● PROBLEM TO WORK ON
Your copy of the listing must be exact and must hold no images.

● GIVEN RECORDS
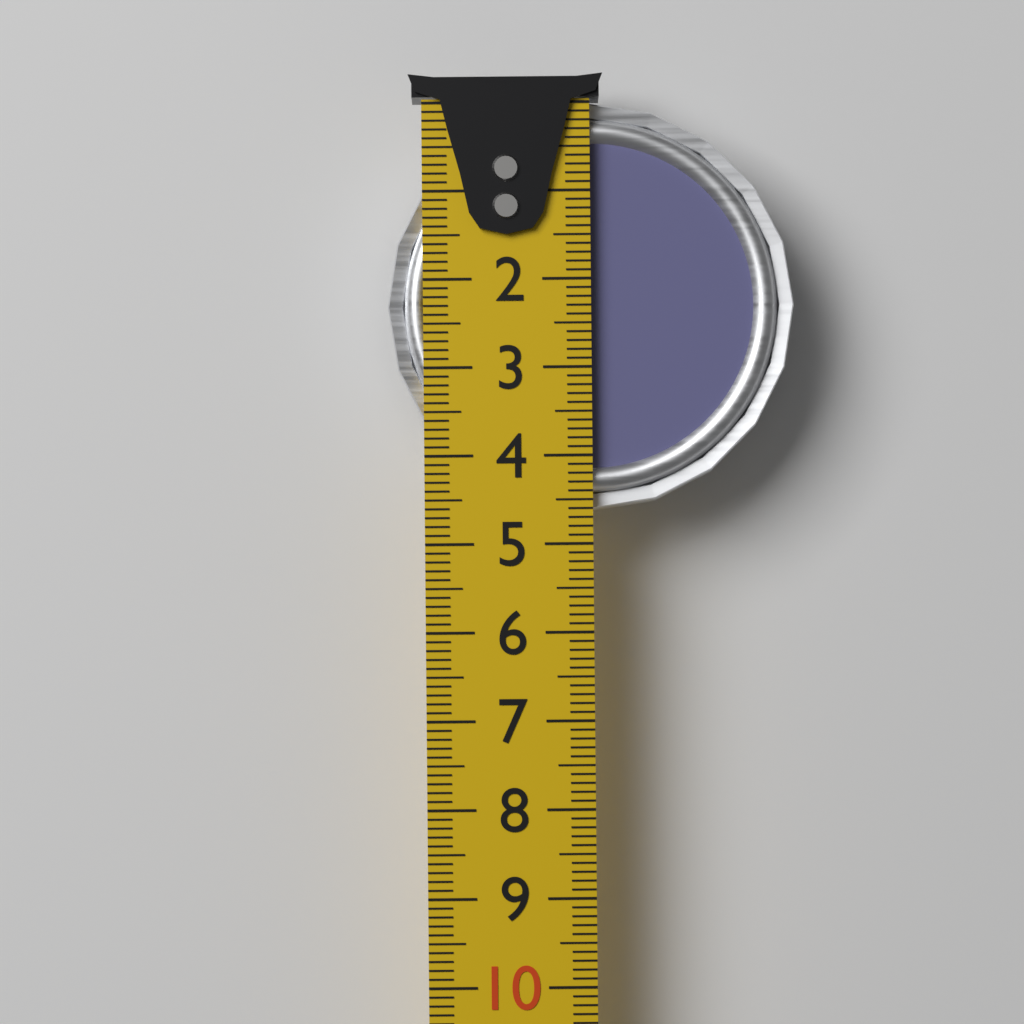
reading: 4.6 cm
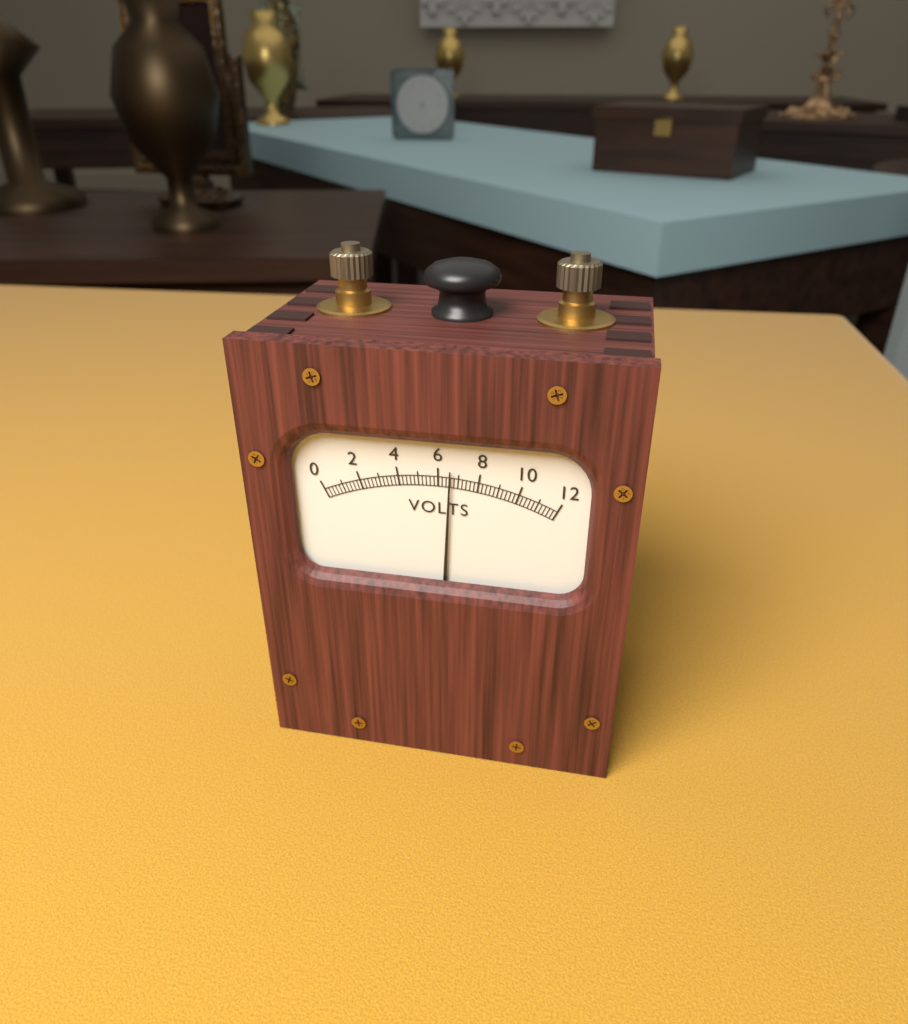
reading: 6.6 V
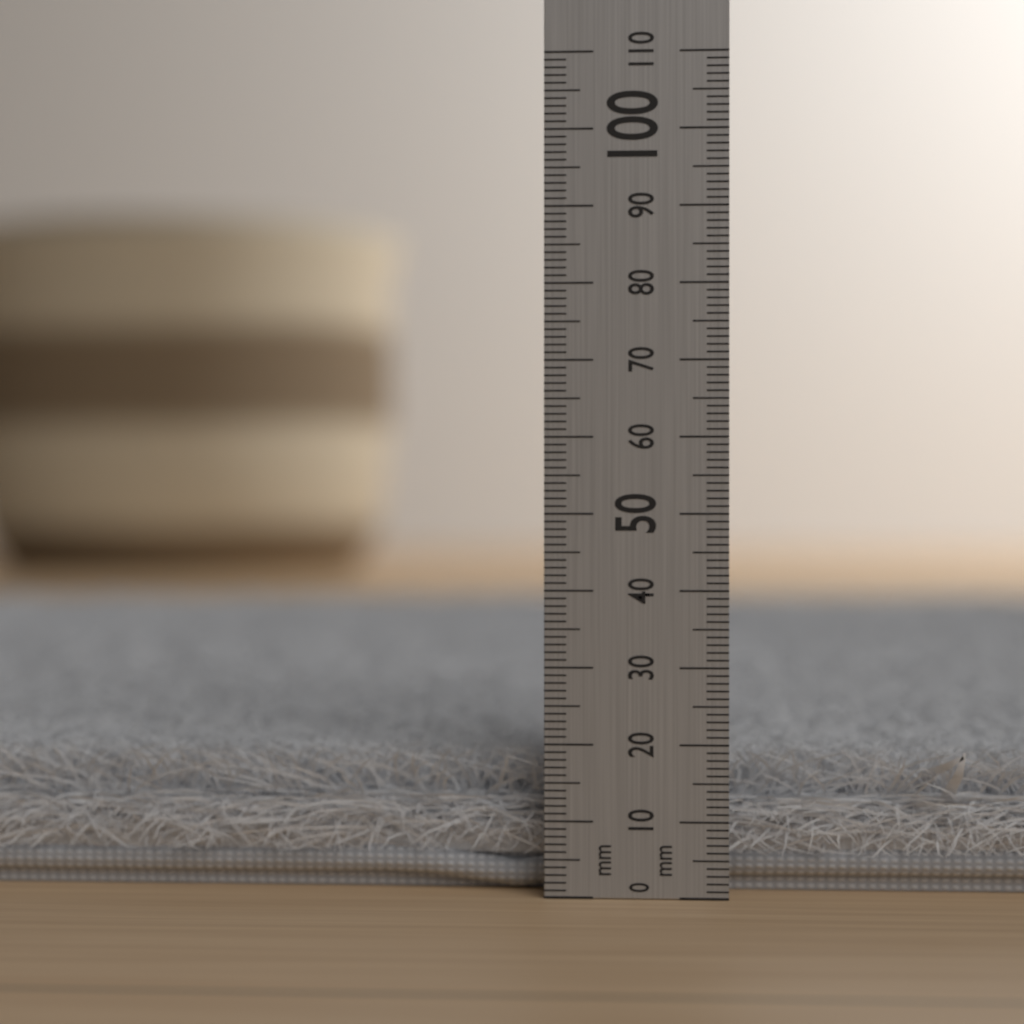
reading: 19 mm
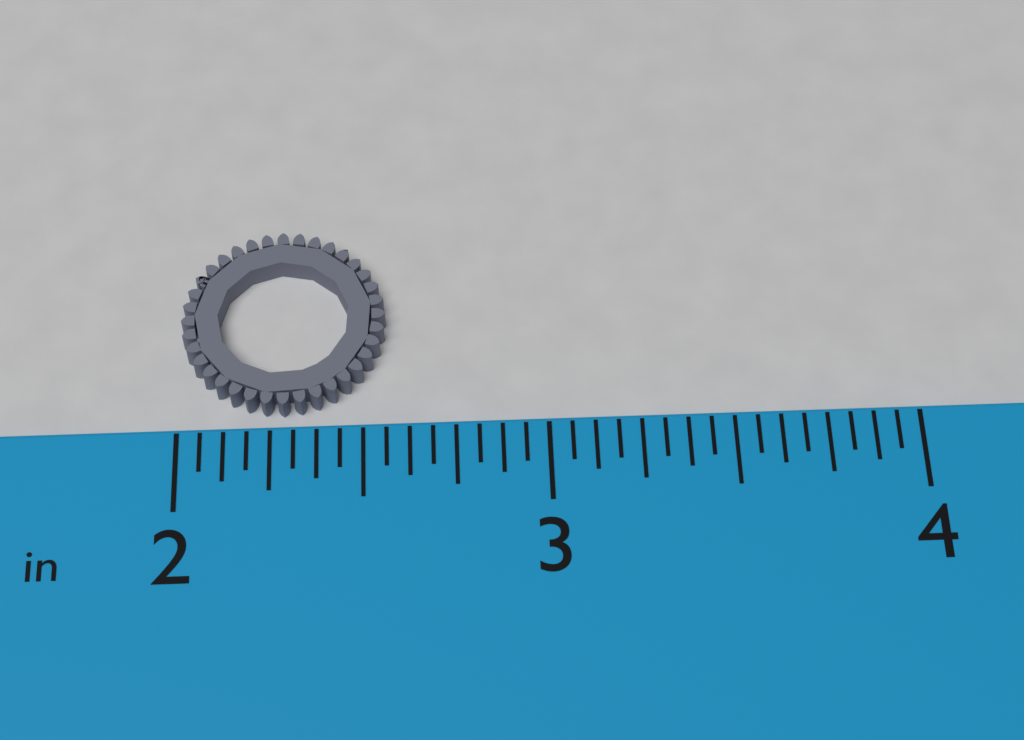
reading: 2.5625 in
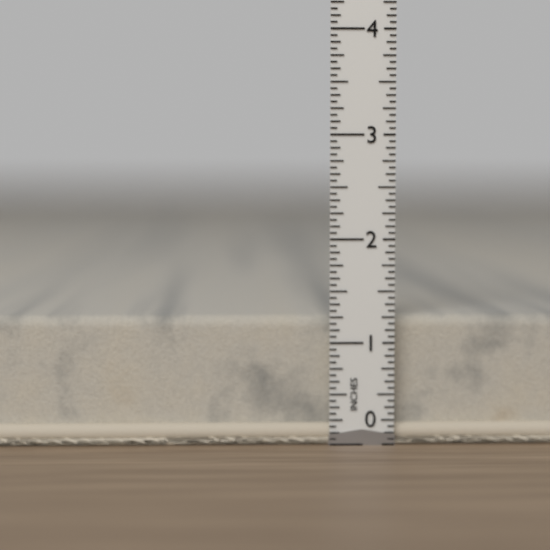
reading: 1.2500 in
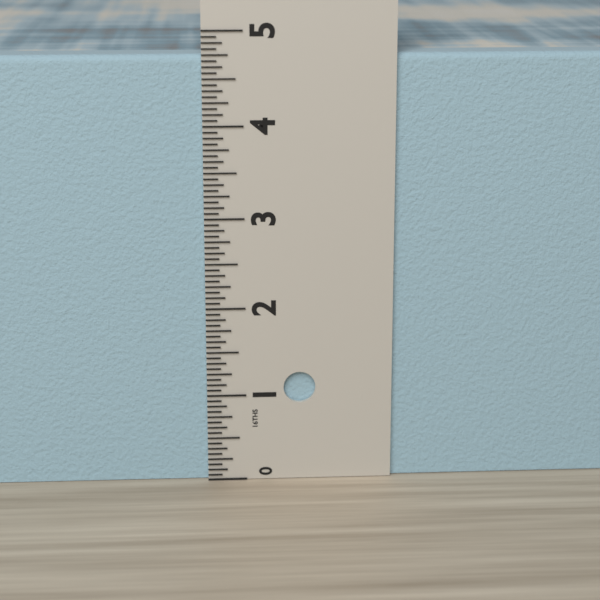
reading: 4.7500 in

● EXERCISE RESULT
reading: 4.6 cm
reading: 6.6 V
reading: 19 mm
reading: 2.5625 in
reading: 1.2500 in
reading: 4.7500 in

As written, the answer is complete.